The dollar increase scales with home value and remodel tier. The typical Mercer County home is worth about $453,000 and the typical Bucks County home about $534,000 as of mid-2026 (Zillow). A roughly $28,000 minor remodel tends to return most or all of its cost, while a major renovation returns closer to half.
Which kitchen upgrades add the most resale value?
The highest-return upgrades are the contents of a minor remodel: refacing or repainting cabinet fronts, new quartz or granite countertops, a modern sink and faucet, updated hardware, fresh backsplash, lighting, and one or two appliances. Luxury gut renovations and premium packages that overshoot the neighborhood return the least.
Is a kitchen remodel worth it before selling a house in NJ?
Usually yes, but scope decides it. A minor, cosmetic-leaning remodel recoups most of its cost and helps the home show and sell faster. A full gut recoups closer to half, so it rarely pays for itself as a pure pre-sale move. Modernize visible surfaces: cabinet fronts, counters, hardware, and lighting.
How much should I spend on a kitchen remodel based on my home value?
A common guideline is to budget 5% to 15% of home value. For a $453,000 Mercer County home, that is about $23,000 to $68,000. For a $534,000 Bucks County home, it is about $27,000 to $80,000. Staying inside that band protects ROI; spending above it is where recoup falls fastest.
Does a kitchen remodel here recoup more than the national average?
It is close to national, with minor remodels essentially tied. In the 2025 report, the Philadelphia region recoups about 113% on a minor remodel (versus 113% nationally), 46% on a major midrange remodel (versus 51%), and 36% on an upscale remodel (versus 36%). Minor remodels lead in both, and recoup drops sharply as scope rises.

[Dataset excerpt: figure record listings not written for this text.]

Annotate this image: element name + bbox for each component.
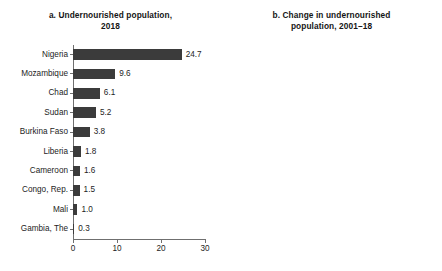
category-label: Chad — [48, 87, 68, 98]
x-axis-tick — [161, 239, 162, 243]
bar-row: Sudan5.2 — [73, 103, 205, 122]
panel-b-title-line2: population, 2001–18 — [291, 21, 372, 31]
bar — [73, 166, 80, 177]
bar — [73, 127, 90, 138]
bar-value-label: 1.8 — [85, 146, 96, 157]
panel-b-change-in-undernourished-population: b. Change in undernourished population, … — [221, 0, 442, 271]
panel-a-value-axis — [73, 239, 205, 240]
bar — [73, 146, 81, 157]
bar — [73, 88, 100, 99]
category-label: Cameroon — [30, 165, 68, 176]
bar-value-label: 5.2 — [100, 107, 111, 118]
panel-a-undernourished-population: a. Undernourished population, 2018 Niger… — [0, 0, 221, 271]
bar-value-label: 6.1 — [104, 87, 115, 98]
bar-row: Burkina Faso3.8 — [73, 123, 205, 142]
bar-row: Mali1.0 — [73, 200, 205, 219]
bar-row: Nigeria24.7 — [73, 45, 205, 64]
bar-value-label: 1.0 — [81, 204, 92, 215]
panel-b-title-line1: b. Change in undernourished — [273, 10, 391, 20]
panel-a-title-line1: a. Undernourished population, — [49, 10, 172, 20]
x-axis-tick-label: 30 — [200, 244, 209, 254]
bar-value-label: 24.7 — [186, 49, 202, 60]
panel-b-title: b. Change in undernourished population, … — [221, 10, 442, 32]
category-label: Burkina Faso — [20, 126, 68, 137]
bar — [73, 107, 96, 118]
bar-row: Mozambique9.6 — [73, 64, 205, 83]
x-axis-tick-label: 0 — [71, 244, 76, 254]
bar-value-label: 1.5 — [84, 184, 95, 195]
bar — [73, 185, 80, 196]
x-axis-tick — [117, 239, 118, 243]
category-label: Liberia — [43, 146, 68, 157]
category-label: Nigeria — [42, 49, 68, 60]
bar-value-label: 0.3 — [78, 223, 89, 234]
bar-row: Cameroon1.6 — [73, 161, 205, 180]
panel-a-title-line2: 2018 — [101, 21, 120, 31]
x-axis-tick — [73, 239, 74, 243]
bar — [73, 69, 115, 80]
bar-row: Chad6.1 — [73, 84, 205, 103]
bar-value-label: 3.8 — [94, 126, 105, 137]
category-label: Congo, Rep. — [22, 184, 68, 195]
category-label: Mozambique — [21, 68, 68, 79]
x-axis-tick-label: 10 — [112, 244, 121, 254]
bar — [73, 204, 77, 215]
x-axis-tick — [205, 239, 206, 243]
bar-row: Liberia1.8 — [73, 142, 205, 161]
category-label: Sudan — [44, 107, 68, 118]
panel-a-title: a. Undernourished population, 2018 — [0, 10, 221, 32]
two-panel-bar-figure: a. Undernourished population, 2018 Niger… — [0, 0, 442, 271]
bar — [73, 49, 182, 60]
bar-value-label: 1.6 — [84, 165, 95, 176]
category-label: Mali — [53, 204, 68, 215]
bar-row: Congo, Rep.1.5 — [73, 181, 205, 200]
category-label: Gambia, The — [21, 223, 68, 234]
bar — [73, 224, 74, 235]
bar-value-label: 9.6 — [119, 68, 130, 79]
panel-a-plot-area: Nigeria24.7Mozambique9.6Chad6.1Sudan5.2B… — [73, 45, 205, 239]
x-axis-tick-label: 20 — [156, 244, 165, 254]
bar-row: Gambia, The0.3 — [73, 220, 205, 239]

When does kitchen remodel ROI not matter?
ROI matters most when you sell within a few years. If you will live in the home five or more years, livability outweighs resale math. A complete kitchen renovation recovers an estimated 60% of cost, yet homeowners give kitchen projects a Joy Score near 10 out of 10 in the NAR 2025 Remodeling Impact Report. For long-term owners, that daily value is the real return.
Cite This Report
This report is free to reference and cite. If you use data from this study in articles, blog posts, real estate reports, or presentations, please link back to this page as the source and credit the underlying datasets noted throughout.
Foreverbuilt Kitchens & Baths. "NJ Kitchen Remodel ROI Report 2026: What Your Renovation Recoups at Resale." Published July 16, 2026. Built on the 2025 Cost vs. Value Report (Zonda / JLC), Zillow Home Value Index, and the NAR 2025 Remodeling Impact Report. https://www.foreverbuiltkitchens.com/blog/nj-kitchen-remodel-roi-report
Get Your Personalized Kitchen Remodel Estimate
These are market-level averages. Your actual ROI depends on your home value, your neighborhood, your material choices, and your scope. Schedule a free in-home consultation and get exact pricing for your specific kitchen.
This report was published July 2026 and reflects the 2025 Cost vs. Value Report, June 2026 Zillow Home Value Index data, and the NAR 2025 Remodeling Impact Report. We update this study as new data is released. Recoup figures are market averages; actual ROI varies with your home value, project scope, material selections, and market conditions at the time of sale.